Robin McKie's gratuitous puff for GM crops in general and Golden Rice in particular continues your newspaper's GM campaign, which I am at a loss to understand. McKie has simply regurgitated the material fed to him by Adrian Dubock and the Golden Rice Humanitarian Board, and he appears not to have done any of the research which we have a right to expect from a senior journalist.  

He fails to understand that the key reason for the global opposition to Golden Rice is that the developers have never even tried to demonstrate that it is safe to eat. They never publicise the fact that it is a GM product. It is being used as a Trojan Horse by which a GM staple crop can be pushed into the global food supply chain without any regulatory control.  

As far as I know, the GM rice has never undergone any toxicology testing on either animals or human beings. (If such tests have been done, we do not know about them, and neither do the food regulators.) In other words, the Golden Rice Humanitarian Board is seeking to bypass established procedure with regard to GM crops for tactical and commercial reasons. That might not scare Robin McKie, but it sure as hell scares me -- since I am quite convinced from a growing peer-reviewed literature that some -- and maybe all -- GM crops induce chronic toxic effects in mammals when they are consumed.

McKie seems to share the synthetic outrage of Dubock and others about the PR disaster associated with the testing of Golden Rice on Chinese children. It was a fiasco entirely of their own making, linked to the ongoing lie that Golden Rice is just an "ordinary" rice with enhanced beta-carotene in it. Would McKie like to have had his own children involved in a highly secretive feeding experiment if they and he had been kept in the dark about how the plant had been bred, and about the fact that it had never undergone any prior toxicology testing?
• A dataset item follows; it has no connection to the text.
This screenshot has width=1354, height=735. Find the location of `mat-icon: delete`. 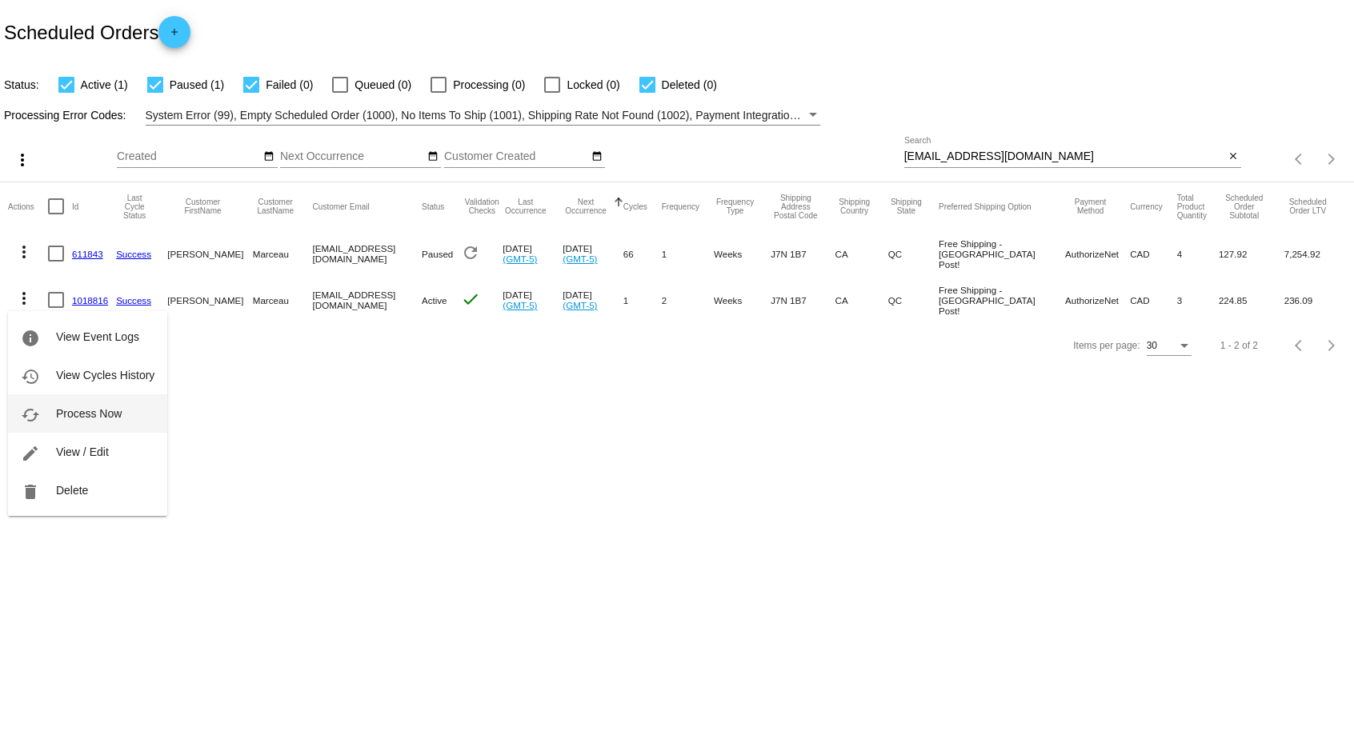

Some years ago I was one of 32 scientists who took the Golden Rice Project and Tufts University to task for an earlier round of feeding trials which were equally secretive and equally dishonest.  

For our pains, Dubock referred to us as "degenerately immoral" and as "a failed bunch of cranks." That was very entertaining, but McKie has been around for quite long enough to know that those who promote Golden Rice are campaigning zealots who appear to have very little interest in sharing their science -- such as it is -- with the rest of the scientific community.